Announcement:
Rodrigo Baggio (founder of CDI, Brazil) will be speaking at Stanford in Cordura Hall, Room 100 on Monday, Feb 26 at 3pm.
He founded the Committee for Democracy in Information Technology (CDI) and opened CDI’s first technology school, called an IT & Citizens’ Rights School in Dona Marta, one of Rio’s oldest slums.
The innovative model garnered support from all spheres of society and rapidly spread throughout Brazil and then internationally. Today, CDI is an extensive network of 900 schools in eight countries – Brazil, Argentina, Chile, Colombia, Ecuador, Mexico, Uruguay and South Africa. More than a half million people have already benefitted from CDI programs.
More info is available at http://rdvp.org/archives/2007/02/26/dv-seminar-rodrigo-baggio/
Wednesday, February 21, 2007
Saturday, February 03, 2007
Mobile Persasion Conference
I attended the Mobile Persuasion Conference at Stanford yesterday -- it was a great event, all day at Stanford, covering lots of facets of how mobility is used in persuasive computing.

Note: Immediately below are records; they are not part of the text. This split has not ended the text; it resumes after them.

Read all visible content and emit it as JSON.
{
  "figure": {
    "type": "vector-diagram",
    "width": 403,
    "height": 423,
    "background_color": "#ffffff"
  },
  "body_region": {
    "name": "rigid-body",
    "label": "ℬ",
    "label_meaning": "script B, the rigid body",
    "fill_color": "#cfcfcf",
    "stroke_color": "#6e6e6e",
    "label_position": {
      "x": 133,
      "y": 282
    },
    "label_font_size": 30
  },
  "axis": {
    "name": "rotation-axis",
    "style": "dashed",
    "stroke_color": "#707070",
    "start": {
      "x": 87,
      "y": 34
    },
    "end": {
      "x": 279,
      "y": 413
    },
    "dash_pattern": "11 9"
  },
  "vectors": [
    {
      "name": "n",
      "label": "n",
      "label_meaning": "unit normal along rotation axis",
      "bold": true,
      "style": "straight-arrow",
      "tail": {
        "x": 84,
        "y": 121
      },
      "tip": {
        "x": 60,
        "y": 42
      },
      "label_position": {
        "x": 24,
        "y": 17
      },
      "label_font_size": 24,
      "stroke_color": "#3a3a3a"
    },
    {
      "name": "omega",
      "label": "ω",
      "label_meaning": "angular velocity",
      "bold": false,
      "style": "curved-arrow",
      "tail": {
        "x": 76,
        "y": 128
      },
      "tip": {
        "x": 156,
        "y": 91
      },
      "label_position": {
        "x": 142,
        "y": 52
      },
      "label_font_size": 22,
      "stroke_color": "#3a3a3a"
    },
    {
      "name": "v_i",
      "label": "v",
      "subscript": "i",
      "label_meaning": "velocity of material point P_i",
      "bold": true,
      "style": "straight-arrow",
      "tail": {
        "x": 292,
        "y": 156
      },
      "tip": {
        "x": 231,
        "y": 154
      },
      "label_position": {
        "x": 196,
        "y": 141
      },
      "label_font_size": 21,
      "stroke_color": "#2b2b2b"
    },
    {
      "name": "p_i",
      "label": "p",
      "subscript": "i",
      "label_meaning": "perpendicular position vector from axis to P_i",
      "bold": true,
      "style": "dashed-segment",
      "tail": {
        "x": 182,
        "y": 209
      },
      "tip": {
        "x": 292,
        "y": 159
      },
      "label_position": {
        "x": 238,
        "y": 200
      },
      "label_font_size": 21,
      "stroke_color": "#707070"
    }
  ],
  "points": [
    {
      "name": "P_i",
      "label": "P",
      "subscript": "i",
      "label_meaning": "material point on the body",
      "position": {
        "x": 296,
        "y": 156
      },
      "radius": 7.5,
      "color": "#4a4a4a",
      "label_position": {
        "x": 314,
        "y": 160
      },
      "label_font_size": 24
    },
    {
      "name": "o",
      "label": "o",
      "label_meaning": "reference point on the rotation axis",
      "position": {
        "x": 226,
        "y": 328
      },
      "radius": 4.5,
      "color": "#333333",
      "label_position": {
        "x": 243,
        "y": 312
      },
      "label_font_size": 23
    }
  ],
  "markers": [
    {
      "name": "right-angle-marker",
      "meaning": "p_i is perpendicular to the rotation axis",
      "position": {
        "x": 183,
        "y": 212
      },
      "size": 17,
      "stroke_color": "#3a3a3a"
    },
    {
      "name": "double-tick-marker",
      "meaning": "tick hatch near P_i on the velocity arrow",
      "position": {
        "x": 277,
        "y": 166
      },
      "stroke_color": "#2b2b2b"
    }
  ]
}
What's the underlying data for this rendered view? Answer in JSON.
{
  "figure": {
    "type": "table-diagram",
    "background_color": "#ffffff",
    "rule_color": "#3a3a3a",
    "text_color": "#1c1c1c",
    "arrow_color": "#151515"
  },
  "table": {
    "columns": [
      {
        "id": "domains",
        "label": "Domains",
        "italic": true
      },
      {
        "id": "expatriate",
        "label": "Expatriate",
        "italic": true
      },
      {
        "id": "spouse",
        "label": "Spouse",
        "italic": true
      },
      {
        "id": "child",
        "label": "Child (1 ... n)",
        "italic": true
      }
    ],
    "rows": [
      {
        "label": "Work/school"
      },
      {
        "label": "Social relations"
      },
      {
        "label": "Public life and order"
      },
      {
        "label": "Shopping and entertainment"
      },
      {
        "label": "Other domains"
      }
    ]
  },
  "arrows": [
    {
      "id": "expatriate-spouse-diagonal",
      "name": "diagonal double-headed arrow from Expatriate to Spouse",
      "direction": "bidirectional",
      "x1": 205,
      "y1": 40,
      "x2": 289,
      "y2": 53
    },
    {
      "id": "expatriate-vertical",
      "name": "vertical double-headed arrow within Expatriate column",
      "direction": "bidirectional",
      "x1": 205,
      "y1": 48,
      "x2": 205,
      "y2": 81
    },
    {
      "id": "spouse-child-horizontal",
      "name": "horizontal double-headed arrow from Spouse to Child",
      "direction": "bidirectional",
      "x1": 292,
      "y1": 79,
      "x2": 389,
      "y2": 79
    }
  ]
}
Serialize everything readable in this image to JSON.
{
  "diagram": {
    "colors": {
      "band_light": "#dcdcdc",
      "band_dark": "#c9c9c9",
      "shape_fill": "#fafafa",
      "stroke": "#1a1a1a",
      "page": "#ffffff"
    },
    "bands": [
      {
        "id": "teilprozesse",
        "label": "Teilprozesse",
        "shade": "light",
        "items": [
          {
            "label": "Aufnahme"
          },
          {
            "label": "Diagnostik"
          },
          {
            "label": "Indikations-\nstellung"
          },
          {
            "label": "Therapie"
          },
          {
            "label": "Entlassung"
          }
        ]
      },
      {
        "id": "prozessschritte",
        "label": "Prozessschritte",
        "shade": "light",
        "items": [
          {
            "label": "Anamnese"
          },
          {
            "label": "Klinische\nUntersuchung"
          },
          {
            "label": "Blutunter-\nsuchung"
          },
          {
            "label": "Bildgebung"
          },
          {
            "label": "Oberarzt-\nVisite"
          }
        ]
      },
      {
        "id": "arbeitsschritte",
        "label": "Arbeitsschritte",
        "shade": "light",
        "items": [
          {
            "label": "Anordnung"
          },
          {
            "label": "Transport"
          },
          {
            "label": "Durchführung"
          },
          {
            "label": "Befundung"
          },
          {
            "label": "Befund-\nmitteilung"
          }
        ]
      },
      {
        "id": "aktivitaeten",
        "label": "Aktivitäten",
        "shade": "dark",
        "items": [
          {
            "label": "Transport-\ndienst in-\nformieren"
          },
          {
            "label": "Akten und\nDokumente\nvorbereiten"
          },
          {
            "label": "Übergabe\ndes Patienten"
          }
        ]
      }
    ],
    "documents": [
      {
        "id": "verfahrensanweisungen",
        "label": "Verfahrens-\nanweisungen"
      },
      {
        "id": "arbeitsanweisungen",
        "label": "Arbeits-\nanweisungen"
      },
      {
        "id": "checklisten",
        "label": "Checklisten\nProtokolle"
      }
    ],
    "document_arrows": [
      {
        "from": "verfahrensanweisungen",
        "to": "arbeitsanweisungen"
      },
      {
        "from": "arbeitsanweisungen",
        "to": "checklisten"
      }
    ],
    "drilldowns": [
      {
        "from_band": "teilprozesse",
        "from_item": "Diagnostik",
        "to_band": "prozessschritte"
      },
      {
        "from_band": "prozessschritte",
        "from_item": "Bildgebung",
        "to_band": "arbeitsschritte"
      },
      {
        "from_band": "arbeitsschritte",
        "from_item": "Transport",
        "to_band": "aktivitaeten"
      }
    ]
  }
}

There were some great sessions from Nokia, Intel, Stanford, and others. Ian Bogost of Water Cooler Games had an amusing joke -- "If HCI people designed games, they would only have one button that you press to win."

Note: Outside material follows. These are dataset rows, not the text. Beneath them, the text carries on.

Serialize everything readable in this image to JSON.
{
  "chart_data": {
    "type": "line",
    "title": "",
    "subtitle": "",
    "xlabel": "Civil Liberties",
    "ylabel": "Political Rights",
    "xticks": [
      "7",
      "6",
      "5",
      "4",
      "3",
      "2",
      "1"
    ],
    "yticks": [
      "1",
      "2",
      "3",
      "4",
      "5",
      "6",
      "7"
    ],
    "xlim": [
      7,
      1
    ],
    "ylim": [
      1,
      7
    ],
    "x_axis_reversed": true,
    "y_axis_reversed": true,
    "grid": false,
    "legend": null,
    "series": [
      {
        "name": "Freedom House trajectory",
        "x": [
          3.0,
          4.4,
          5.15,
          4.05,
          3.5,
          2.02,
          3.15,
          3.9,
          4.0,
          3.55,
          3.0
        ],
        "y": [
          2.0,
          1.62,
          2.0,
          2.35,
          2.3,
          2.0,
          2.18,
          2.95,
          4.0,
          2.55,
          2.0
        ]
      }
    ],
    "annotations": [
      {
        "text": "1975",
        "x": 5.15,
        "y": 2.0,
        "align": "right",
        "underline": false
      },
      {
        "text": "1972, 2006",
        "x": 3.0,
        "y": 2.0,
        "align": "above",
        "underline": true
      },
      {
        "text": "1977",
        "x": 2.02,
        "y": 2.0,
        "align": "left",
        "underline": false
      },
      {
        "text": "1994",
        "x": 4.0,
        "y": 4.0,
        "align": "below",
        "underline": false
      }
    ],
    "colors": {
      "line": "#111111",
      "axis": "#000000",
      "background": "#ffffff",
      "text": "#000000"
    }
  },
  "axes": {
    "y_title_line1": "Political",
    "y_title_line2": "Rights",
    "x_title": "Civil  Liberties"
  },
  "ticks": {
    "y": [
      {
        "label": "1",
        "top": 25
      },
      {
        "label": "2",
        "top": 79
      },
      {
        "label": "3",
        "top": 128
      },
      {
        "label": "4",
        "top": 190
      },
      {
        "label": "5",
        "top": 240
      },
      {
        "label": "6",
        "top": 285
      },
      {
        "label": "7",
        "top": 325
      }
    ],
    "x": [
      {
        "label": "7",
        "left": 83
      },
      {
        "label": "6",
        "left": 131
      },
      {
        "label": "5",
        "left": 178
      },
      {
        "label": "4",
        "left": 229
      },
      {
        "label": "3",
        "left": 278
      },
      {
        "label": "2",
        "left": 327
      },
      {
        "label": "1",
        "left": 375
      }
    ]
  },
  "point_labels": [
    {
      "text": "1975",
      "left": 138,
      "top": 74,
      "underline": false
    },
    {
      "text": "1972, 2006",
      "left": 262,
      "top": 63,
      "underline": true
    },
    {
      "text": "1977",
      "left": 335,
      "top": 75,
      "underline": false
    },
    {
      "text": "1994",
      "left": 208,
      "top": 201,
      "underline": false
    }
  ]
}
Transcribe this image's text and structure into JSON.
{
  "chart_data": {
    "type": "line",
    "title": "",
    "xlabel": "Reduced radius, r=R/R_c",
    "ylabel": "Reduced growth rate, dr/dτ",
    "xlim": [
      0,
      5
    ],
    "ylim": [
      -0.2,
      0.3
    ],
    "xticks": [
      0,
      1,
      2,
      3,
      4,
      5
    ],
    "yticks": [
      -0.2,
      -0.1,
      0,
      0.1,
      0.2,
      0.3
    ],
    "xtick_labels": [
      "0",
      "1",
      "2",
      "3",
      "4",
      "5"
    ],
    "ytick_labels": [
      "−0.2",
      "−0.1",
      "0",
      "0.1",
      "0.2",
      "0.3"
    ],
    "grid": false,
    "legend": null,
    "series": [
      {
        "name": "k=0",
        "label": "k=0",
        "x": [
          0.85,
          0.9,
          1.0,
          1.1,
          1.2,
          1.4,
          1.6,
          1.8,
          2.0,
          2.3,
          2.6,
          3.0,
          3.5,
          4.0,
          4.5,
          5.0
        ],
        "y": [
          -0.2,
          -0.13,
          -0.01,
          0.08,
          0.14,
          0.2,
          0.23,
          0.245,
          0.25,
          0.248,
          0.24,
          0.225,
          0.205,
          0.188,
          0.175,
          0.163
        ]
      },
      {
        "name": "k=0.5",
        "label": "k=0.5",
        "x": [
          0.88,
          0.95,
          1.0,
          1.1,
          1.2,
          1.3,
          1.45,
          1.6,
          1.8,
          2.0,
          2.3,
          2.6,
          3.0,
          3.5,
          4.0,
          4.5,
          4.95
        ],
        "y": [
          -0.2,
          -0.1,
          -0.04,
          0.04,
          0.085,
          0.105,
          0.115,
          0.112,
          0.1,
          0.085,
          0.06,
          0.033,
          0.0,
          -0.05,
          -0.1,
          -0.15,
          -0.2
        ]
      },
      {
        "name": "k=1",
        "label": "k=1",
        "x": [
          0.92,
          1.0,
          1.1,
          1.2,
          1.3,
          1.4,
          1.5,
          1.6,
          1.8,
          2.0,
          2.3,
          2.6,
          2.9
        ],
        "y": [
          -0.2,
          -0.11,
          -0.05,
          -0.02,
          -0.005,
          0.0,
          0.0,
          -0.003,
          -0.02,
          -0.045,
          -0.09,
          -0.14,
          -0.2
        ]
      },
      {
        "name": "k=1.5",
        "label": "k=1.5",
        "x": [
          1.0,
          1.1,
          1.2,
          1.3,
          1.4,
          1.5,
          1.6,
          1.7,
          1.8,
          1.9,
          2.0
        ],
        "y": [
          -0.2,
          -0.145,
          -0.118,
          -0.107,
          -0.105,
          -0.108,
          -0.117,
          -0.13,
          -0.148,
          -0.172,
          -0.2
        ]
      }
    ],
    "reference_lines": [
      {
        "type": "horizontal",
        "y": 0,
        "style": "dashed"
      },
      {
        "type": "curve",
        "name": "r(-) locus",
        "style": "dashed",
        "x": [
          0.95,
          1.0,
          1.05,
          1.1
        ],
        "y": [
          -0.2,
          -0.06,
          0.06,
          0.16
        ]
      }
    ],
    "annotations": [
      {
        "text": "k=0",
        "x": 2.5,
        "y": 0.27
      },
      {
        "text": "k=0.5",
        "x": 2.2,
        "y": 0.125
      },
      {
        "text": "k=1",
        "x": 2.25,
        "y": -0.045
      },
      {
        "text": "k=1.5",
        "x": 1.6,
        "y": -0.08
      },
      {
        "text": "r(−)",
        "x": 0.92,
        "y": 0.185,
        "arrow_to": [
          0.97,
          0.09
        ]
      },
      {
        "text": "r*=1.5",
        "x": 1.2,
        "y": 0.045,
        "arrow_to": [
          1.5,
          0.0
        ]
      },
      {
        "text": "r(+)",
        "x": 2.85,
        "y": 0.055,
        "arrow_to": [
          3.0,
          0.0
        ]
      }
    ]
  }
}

Today, I'm at the Bar Camp, where I hosted the Video for Cross-cultural communication section. It was small, but very interesting. We had a bit of a rambling discussion, including a stop into storytelling in a corporate context, thinking about what videoconferencing means in differenct contexts, and my favorite puzzler: What would it look like to mix Alternate Reality Games and Flash mobs in a corporate context.